Industrial boilers and incinerators currently receive an enormous public subsidy. They emit toxic air pollutants like mercury, cadmium, and acid gases, which even in extremely small amounts cause a range of health maladies from asthma to heart attacks to premature death, yet the operators of those boilers and incinerators do not pay those health costs. The public picks up the tab for that. You’re welcome, boiler operators!
The public health costs imposed by boilers are classic “externalities” — costs of production that aren’t paid by producers, but rather “externalized” onto the general public. Obama’s EPA is attempting to internalize some of those costs by requiring boilers to install or upgrade pollution-control equipment. The agency unveiled its long-awaited rules on toxic emissions yesterday. Though they are substantially less strict than the ones EPA originally proposed last spring, they nonetheless face fierce opposition from a wide swath of congresscritters on both sides of the aisle.
What can this unfolding fight over toxics teach us about pricing externalities? Let’s examine the case from two different perspectives, economic and political.
The economics of externalities
The economist’s ideal market is characterized by perfect information, prices that reflect full costs, and low barriers to entry and exit. Anything that causes a market to fall short of that ideal is known as a “market failure.”
Externalities are paradigmatic market failures: costs that are hidden, not reflected in prices. When some costs are obscured, consumers are not able to make rational decisions about how to balance costs against benefits. The market thus produces suboptimal results.
When externalities are priced, those hidden costs are pulled into the light. Consumers get full information and can make informed decisions. Markets work better.
This last point is worth emphasizing, because I’m not sure it’s widely understood. The weak claim for advocates of pricing externalities is that no new costs are being imposed on the economy; costs are simply being shifted from the public to the private actors that created them. The weak claim, in other words, is that there is no net macroeconomic loss from pricing externalities.
The stronger claim is that when prices more accurately reflect costs, the market is “more perfect.” Pricing externalities, according to the strong claim, should generate a net increase in macroeconomic productivity — higher GDP, more jobs.
In other words, there’s good reason to think that forcing boiler and incinerator operators to pay the health costs they create will be an economic boon to the country.
The political economics of externalities
Pricing externalities shifts costs from being dispersed and hidden to being concentrated and transparent. This is smart economics, but turns out to be incredibly difficult politics.
Consider: Restricting toxic pollutants the way EPA envisions will, according to air pollution administrator Gina McCarthy, “avoid between 2,600 and 6,600 premature deaths, 4,100 heart attacks and 42,000 asthma attacks, each year beginning in 2004 and every year that follows.” That will save American families between $23 billion and $56 billion in health costs. However, EPA will never be able to point to an individual family and say, “Hey, look, you didn’t get asthma because of our rule!” Those who benefit from the boiler rules almost certainly won’t be aware that they are benefiting.
By contrast, the private companies who face higher costs will be intensely aware of it and will consequently scream bloody murder. They will funnel money to politicians; they will pay for protests and petitions; they will fund bogus studies showing that the economy will collapse if they have to pay their own costs.
It’s a classic political economy dilemma: Losers cry louder than winners cheer. The brute political fact is that any business or industry that has succeeded in externalizing costs is massively incentivized to keep them externalized. There is no comparable intensity on the side of those who would benefit from the shift. In politics, intensity wins. In terms of political economy, the battle is intrinsically weighted against the public interest.
The toxics example
Last spring, EPA proposed some toxics rules that would have been quite strict, reflecting the enormous health damage done by mercury and its ilk. All boilers and incinerators would have been forced to use the “maximum available technology” to limit their emissions. Industry freaked out, so the politicians who listen to industry freaked out. EPA has now backed down, issuing a far milder rules that will cost industry far less. Unsurprisingly, industry is still freaking out. EPA has said it will have an extended comment period, so who knows, maybe the agency will back down even more. That’s how these things go.
Consider the result, though: According to EPA, for every dollar industry invests in complying with the boiler rules, there will be $12 to $24 in public health benefits.
One way of reacting to that is, “Wow, these regulations make sense!” That’s the line EPA is pushing.
From another perspective, though, the rules don’t make sense. They leave too many externalities unpriced! If a dollar of investment produces $12 in health benefits, that means the regulations could have been 12 times stronger without imposing net costs on the economy. An optimal program would have equal costs and benefits. Anything short of that means we’re leaving improved economic productivity and thousands of human lives on the table in order to give industry a break.
The incredibly high benefit-cost ratio for these toxics rules ought to be an outrage. It ought to lead to widespread demands for stricter rules. Instead, it hasn’t even slowed the stampede of political opposition to the rules. That is the political economy of pricing externalities, in a nutshell: the status quo wins.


◆ Task to complete ◆
An exact restatement of the data is required, with the images omitted.

________________

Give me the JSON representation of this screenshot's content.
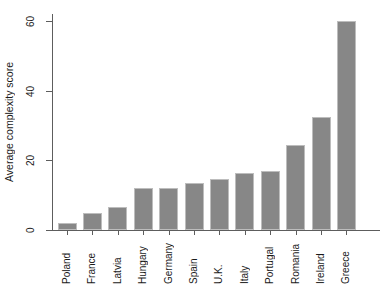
{
  "chart_data": {
    "type": "bar",
    "title": "",
    "xlabel": "",
    "ylabel": "Average complexity score",
    "categories": [
      "Poland",
      "France",
      "Latvia",
      "Hungary",
      "Germany",
      "Spain",
      "U.K.",
      "Italy",
      "Portugal",
      "Romania",
      "Ireland",
      "Greece"
    ],
    "values": [
      2,
      5,
      6.5,
      12,
      12,
      13.5,
      14.7,
      16.3,
      17,
      24.5,
      32.5,
      60
    ],
    "ylim": [
      0,
      62
    ],
    "yticks": [
      0,
      20,
      40,
      60
    ],
    "ytick_labels": [
      "0",
      "20",
      "40",
      "60"
    ],
    "grid": false,
    "legend": null,
    "bar_color": "#878787",
    "bar_edge_color": "#bdbdbd",
    "axis_color": "#5d5d5d",
    "background": "#ffffff"
  },
  "axes": {
    "y_title": "Average complexity score"
  }
}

________________

◆ Response to this task ◆
Give me the JSON representation of this screenshot's content.
{
  "chart_data": {
    "type": "bar",
    "title": "",
    "xlabel": "",
    "ylabel": "Average complexity score",
    "categories": [
      "Poland",
      "France",
      "Latvia",
      "Hungary",
      "Germany",
      "Spain",
      "U.K.",
      "Italy",
      "Portugal",
      "Romania",
      "Ireland",
      "Greece"
    ],
    "values": [
      2,
      5,
      6.5,
      12,
      12,
      13.5,
      14.7,
      16.3,
      17,
      24.5,
      32.5,
      60
    ],
    "ylim": [
      0,
      62
    ],
    "yticks": [
      0,
      20,
      40,
      60
    ],
    "ytick_labels": [
      "0",
      "20",
      "40",
      "60"
    ],
    "grid": false,
    "legend": null,
    "bar_color": "#878787",
    "bar_edge_color": "#bdbdbd",
    "axis_color": "#5d5d5d",
    "background": "#ffffff"
  },
  "axes": {
    "y_title": "Average complexity score"
  }
}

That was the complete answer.